In the videotape presented Friday at Colombia's military headquarters, the hostages' hands are bound with plastic for what they believe is a flight to another rebel camp. Among those filmed is a very angry-looking Ingrid Betancourt.

American Keith Stansell nears the camera.

"I love my family," Stansell, one of three Americans freed in the operation, tells the cameraman in a big jungle clearing next to a coca field. "Pray a lot."

The local commander, alias Cesar, is put on camera but cheerfully refuses an interview. A Colombian hostage talks to the camera.

The video was shot by one member of a "cast" of Colombian military intelligence agents who tricked rebels into thinking they were handing over the hostages under orders from a top commander of the Revolutionary Armed Forces of Colombia, or FARC.

The agents, primed with acting lessons, posed as a media crew and members of an unnamed international humanitarian group to mimic the scenes of other hostage releases brokered by Venezuelan President Hugo Chavez earlier this year.

The final images in the three-minute video show the hostages as they realize what's up — that after years in jungle prisons, they are finally free.

The moment in which Cesar and the other rebel who accompanied the hostages are overpowered was not captured on video. But the hostages' elation at being freed was recorded. Many had been held hostage for as long as a decade.

Betancourt, the former presidential candidate kidnapped in 2002, joyfully amazed and crying, hugs William Perez, an army corporal and fellow hostage whom she later credited for nursing her through her jungle illnesses.

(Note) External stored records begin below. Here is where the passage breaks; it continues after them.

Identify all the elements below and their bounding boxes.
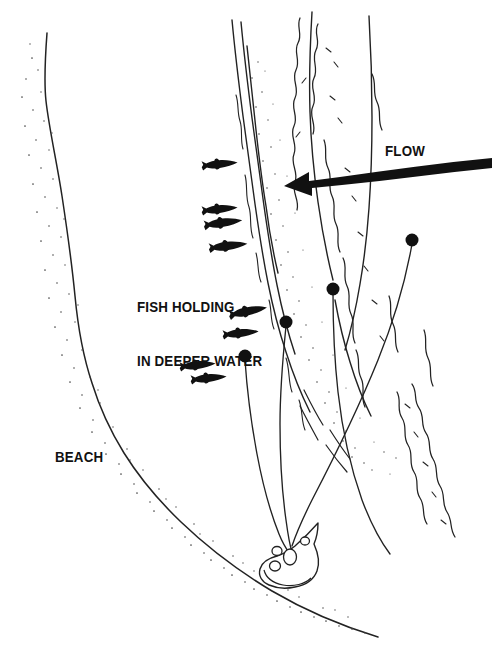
bobber-1 xyxy=(406,234,419,247)
angler-head xyxy=(284,549,297,565)
label-beach: BEACH xyxy=(55,448,103,466)
bobber-3 xyxy=(280,316,293,329)
boat-seat xyxy=(270,561,281,571)
diagram-canvas: FISH HOLDING IN DEEPER WATER BEACH FLOW xyxy=(0,0,492,659)
label-fish-holding-line2: IN DEEPER WATER xyxy=(137,352,262,370)
label-flow: FLOW xyxy=(385,142,425,160)
angler-body xyxy=(272,547,282,556)
boat-motor xyxy=(301,537,310,545)
label-fish-holding-line1: FISH HOLDING xyxy=(137,298,262,316)
label-fish-holding: FISH HOLDING IN DEEPER WATER xyxy=(137,262,262,406)
bobber-2 xyxy=(327,283,340,296)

"We waited 10 years for you!" exclaims Perez, who was captured by the FARC in March 1998.

In presenting the video, Defense Minister Juan Manuel Santos told reporters that Wednesday's elaborate ruse intentionally mimicked operations in January and February, when Venezuelan helicopters with International Red Cross personnel and insignia collected six hostages.

"In the last two handovers of hostages," Santos told reporters, "there was always a cameraman sent by Chavez."

This time, however, the white-painted chopper had no insignia.

Also Friday, the lawyer of Cesar, whose name is Gerardo Aguilar, told The Associated Press that his client was completely hoodwinked by Wednesday's operation. He is now in a Bogota jail.

Rodolfo Rios told the AP that his client "only realized the deception when he was in the aircraft ... He also told me he was hit and that, after they immobilized him, they applied various injections."

Paraded past reporters on Friday, Cesar wouldn't say who had hit him. He had a black eye and bruises about the face.

A beacon and microphones were aboard the Russian-made Mi-17 chopper, allowing those overseeing the rescue to monitor its progress, a U.S. official told The Associated Press, speaking on condition of anonymity because of the subject's sensitivity.

Santos said a U.S. surveillance plane was overhead monitoring the mission.

He denied reports in international media that Israel was involved in the operation, adding that it was "100 percent Colombian."

"Not a single foreigner participated," he said.

He also denied a Swiss radio report that the operation was an elaborate montage in which millions of dollars were paid to rebels as ransom in exchange for the hostages.

"If we were to have paid in this instance, we would be the first to acknowledge it," Santos said.

The government pays rewards for information leading to the arrest of FARC leaders. Colombia's government has a US$100 million reward fund from which it has already paid more than US$5 million, officials say.